Tuesday, June 28, 2016

THERE IS NO SUCH THING AS EQ

From What is more beneficial in life; a high EQ or IQ? by Jordan B Peterson. Peterson is admirably clear.
THERE IS NO SUCH THING AS EQ. THERE IS NO SUCH THING AS EQ. THERE IS NO SUCH THING AS EQ.
Well, yes. True.
There is no such thing as EQ. Let me repeat that: "There is NO SUCH THING AS EQ." The idea was popularized by a journalist, Daniel Goleman, not a psychologist. You can't just invent a trait. You have to define it and measure it and distinguish it from other traits and use it to predict the important ways that people vary.

EQ is not a psychometrically valid concept. Insofar as it is anything (which it isn't) it's the Big Five trait agreeableness, although this depends, as it shouldn't, on which EQ measure is being used (they should all measure THE SAME THING). Agreeable people are compassionate and polite, but they can also be pushovers. Disagreeable people, on average (if they aren't too disagreeable) make better managers, because they are straightforward, don't avoid conflict and cannot be easily manipulated.

Let me say it again: THERE IS NO SUCH THING AS EQ. Scientifically, it's a fraudulent concept, a fad, a convenient band-wagon, a corporate marketing scheme.
You get the idea.

EQ is a nice Namby Pamby concept. It can be whatever you want it to be. It is cognitive pollution.

On the other hand there is a concept that is hard, replicable, predictive.
IQ is a different story. It is the most well-validated concept in the social sciences, bar none. It is an excellent predictor of academic performance, creativity, ability to abstract, processing speed, learning ability and general life success.

There are other traits that are important to general success, including conscientiousness, which is an excellent predictor of grades, managerial and administrative ability, and life outcomes, on the more conservative side.

It should also be noted that IQ is five or more times as powerful a predictor as even good personality trait predictors such as conscientiousness. The true relationship between grades, for example, and IQ might be as high as r = .50 or even .60 (accounting for 25-36% of the variance in grades). Conscientiousness, however, probably tops out at around r = .30, and is more typically reported as r = .25 (say, 5 to 9% of the variance in grades). There is nothing that will provide you with a bigger advantage in life than a high IQ. Nothing. To repeat it: NOTHING.

In fact, if you could choose to be born at the 95th percentile for wealth, or the 95th percentile for IQ, you would be more successful at age 40 as a consequence of the latter choice.
Anything else on your mind, Dr. Peterson?
By the way, there is also no such thing as "grit," despite what Angela Duckworth says. Grit is conscientiousness, plain and simple (although probably more the industrious side than the orderly side). All Duckworth and her compatriots did was fail to notice that they had re-invented a very well documented phenomena, that already had a name (and, when they did notice it, failed to produce the appropriate mea culpas. Not one of psychology's brighter moments). A physicists who "re-discovered" iron and named it melignite or something equivalent would be immediately revealed as ignorant or manipulative (or, more likely, as ignorant and manipulative), and then taunted out of the field.
Heh. I suspect that Dr. Peterson scores pretty high on the "doesn't suffer fools gladly" scale.

And rightly so. Here's the enticing emotional concept of EQ that makes such a compelling narrative and that is empirically bankrupt.


Looks persuasive doesn't it? But empirically, it isn't true. As long as weak minds are seduced by easy stories, we don't make much progress.

I am not saying that emotions are unimportant. Just that they are hard to measure, difficult to interpret and their causal linkage to outcomes highly context dependent. Take "Empathy", a touted trait in many quarters. Yes, its admirable. But is it useful? Depends on the circumstances. What is useful is having empathy and deploying it appropriately, not some fixed idea of empathy. Say you are a doctor. Empathy might open you to a degree that you can have the capacity to hear something significant in the ramblings of a patient. Great. But much of what a patient says can be blather. Or worse yet, too much empathy might incapacitate you from making the hard diagnostic recommendations that are necessary. Empathy in and of itself is neither good or bad. It is how effectively you use it for the given context.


### GOAL OF THE EXERCISE
For the word "asked", report how many lines of the records below contain it, and nothing more.

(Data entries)
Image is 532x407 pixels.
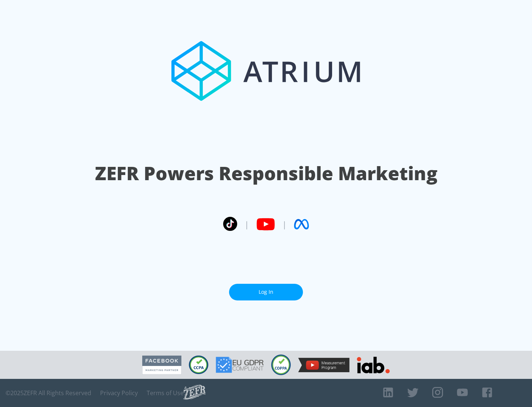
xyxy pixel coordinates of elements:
img: IAB [357,356,390,373]
img: GDPR Compliant [215,356,263,373]
span: | [282,218,286,230]
img: Facebook Marketing Partner [142,355,181,374]
img: YouTube Measurement Program [298,357,350,372]
span: | [245,218,249,230]
a: Privacy Policy [101,389,138,396]
h1: ZEFR Powers Responsible Marketing [95,160,438,186]
span: © 2025 ZEFR All Rights Reserved [5,389,92,396]
a: Log In [229,283,302,300]
a: Terms of Use [147,389,183,396]
img: CCPA Compliant [189,355,208,374]
img: COPPA Compliant [271,354,291,375]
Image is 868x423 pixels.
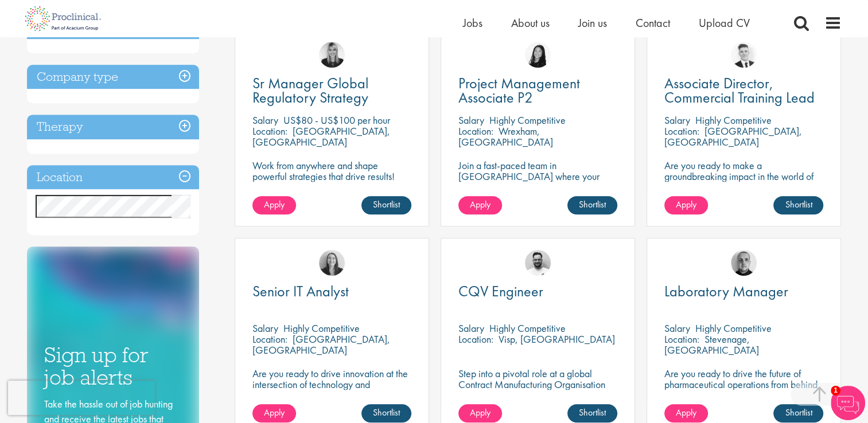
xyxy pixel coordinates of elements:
[567,405,617,423] a: Shortlist
[458,76,617,105] a: Project Management Associate P2
[44,345,182,388] h3: Sign up for job alerts
[664,160,823,215] p: Are you ready to make a groundbreaking impact in the world of biotechnology? Join a growing compa...
[831,386,840,396] span: 1
[664,368,823,423] p: Are you ready to drive the future of pharmaceutical operations from behind the scenes? Looking to...
[253,74,368,107] span: Sr Manager Global Regulatory Strategy
[831,386,865,421] img: Chatbot
[635,16,670,31] a: Contact
[773,405,823,423] a: Shortlist
[458,125,553,149] p: Wrexham, [GEOGRAPHIC_DATA]
[458,160,617,215] p: Join a fast-paced team in [GEOGRAPHIC_DATA] where your project skills and scientific savvy drive ...
[253,196,296,215] a: Apply
[458,322,484,335] span: Salary
[253,405,296,423] a: Apply
[253,368,411,423] p: Are you ready to drive innovation at the intersection of technology and healthcare, transforming ...
[283,113,390,126] p: US$80 - US$100 per hour
[263,406,284,419] span: Apply
[253,125,390,149] p: [GEOGRAPHIC_DATA], [GEOGRAPHIC_DATA]
[319,250,344,276] img: Mia Kellerman
[458,282,543,302] span: CQV Engineer
[470,198,491,211] span: Apply
[458,113,484,126] span: Salary
[695,113,771,126] p: Highly Competitive
[664,76,823,105] a: Associate Director, Commercial Training Lead
[664,333,759,357] p: Stevenage, [GEOGRAPHIC_DATA]
[578,16,607,31] a: Join us
[253,160,411,215] p: Work from anywhere and shape powerful strategies that drive results! Enjoy the freedom of remote ...
[567,196,617,215] a: Shortlist
[462,16,482,31] a: Jobs
[664,113,690,126] span: Salary
[664,322,690,335] span: Salary
[498,333,614,346] p: Visp, [GEOGRAPHIC_DATA]
[27,165,199,190] h3: Location
[664,125,699,138] span: Location:
[470,406,491,419] span: Apply
[253,284,411,299] a: Senior IT Analyst
[773,196,823,215] a: Shortlist
[253,333,390,357] p: [GEOGRAPHIC_DATA], [GEOGRAPHIC_DATA]
[458,125,493,138] span: Location:
[731,42,757,68] img: Nicolas Daniel
[731,250,757,276] img: Harry Budge
[283,322,359,335] p: Highly Competitive
[458,74,580,107] span: Project Management Associate P2
[458,368,617,412] p: Step into a pivotal role at a global Contract Manufacturing Organisation and help shape the futur...
[458,405,502,423] a: Apply
[489,113,566,126] p: Highly Competitive
[524,250,551,276] img: Emile De Beer
[511,16,549,31] a: About us
[458,333,493,346] span: Location:
[664,333,699,346] span: Location:
[27,115,199,140] h3: Therapy
[699,16,750,31] a: Upload CV
[524,42,551,68] img: Numhom Sudsok
[695,322,771,335] p: Highly Competitive
[664,74,814,107] span: Associate Director, Commercial Training Lead
[253,333,287,346] span: Location:
[319,42,344,68] img: Janelle Jones
[664,125,802,149] p: [GEOGRAPHIC_DATA], [GEOGRAPHIC_DATA]
[458,196,502,215] a: Apply
[8,381,154,416] iframe: reCAPTCHA
[676,198,696,211] span: Apply
[664,284,823,299] a: Laboratory Manager
[27,64,199,89] h3: Company type
[458,284,617,299] a: CQV Engineer
[253,125,287,138] span: Location:
[664,405,708,423] a: Apply
[361,405,411,423] a: Shortlist
[263,198,284,211] span: Apply
[489,322,566,335] p: Highly Competitive
[253,76,411,105] a: Sr Manager Global Regulatory Strategy
[253,322,278,335] span: Salary
[361,196,411,215] a: Shortlist
[253,282,349,302] span: Senior IT Analyst
[676,406,696,419] span: Apply
[253,113,278,126] span: Salary
[664,282,788,302] span: Laboratory Manager
[664,196,708,215] a: Apply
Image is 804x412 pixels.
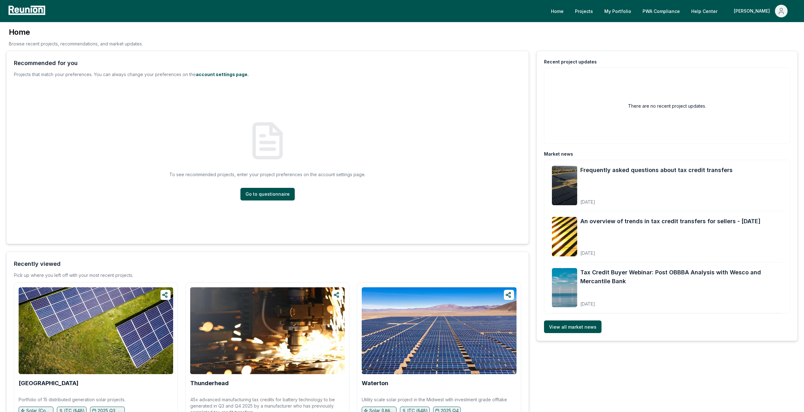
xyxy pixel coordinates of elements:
[729,5,793,17] button: [PERSON_NAME]
[240,188,295,201] a: Go to questionnaire
[544,151,573,157] div: Market news
[599,5,636,17] a: My Portfolio
[570,5,598,17] a: Projects
[546,5,798,17] nav: Main
[552,217,577,257] img: An overview of trends in tax credit transfers for sellers - September 2025
[362,380,388,387] a: Waterton
[19,397,125,403] p: Portfolio of 15 distributed generation solar projects.
[9,40,143,47] p: Browse recent projects, recommendations, and market updates.
[580,194,733,205] div: [DATE]
[580,268,782,286] a: Tax Credit Buyer Webinar: Post OBBBA Analysis with Wesco and Mercantile Bank
[734,5,772,17] div: [PERSON_NAME]
[544,321,602,333] a: View all market news
[14,59,78,68] div: Recommended for you
[9,27,143,37] h3: Home
[19,380,78,387] a: [GEOGRAPHIC_DATA]
[14,72,196,77] span: Projects that match your preferences. You can always change your preferences on the
[14,260,61,269] div: Recently viewed
[580,217,760,226] a: An overview of trends in tax credit transfers for sellers - [DATE]
[580,166,733,175] a: Frequently asked questions about tax credit transfers
[190,287,345,374] img: Thunderhead
[362,397,507,403] p: Utility scale solar project in the Midwest with investment grade offtake
[552,166,577,205] img: Frequently asked questions about tax credit transfers
[686,5,723,17] a: Help Center
[362,287,516,374] img: Waterton
[544,59,597,65] div: Recent project updates
[14,272,133,279] div: Pick up where you left off with your most recent projects.
[628,103,706,109] h2: There are no recent project updates.
[580,296,782,307] div: [DATE]
[19,287,173,374] img: Shady Grove
[638,5,685,17] a: PWA Compliance
[169,171,366,178] p: To see recommended projects, enter your project preferences on the account settings page.
[552,268,577,308] img: Tax Credit Buyer Webinar: Post OBBBA Analysis with Wesco and Mercantile Bank
[196,72,249,77] a: account settings page.
[546,5,569,17] a: Home
[580,245,760,257] div: [DATE]
[190,380,229,387] a: Thunderhead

### WRITTEN SOLUTION
2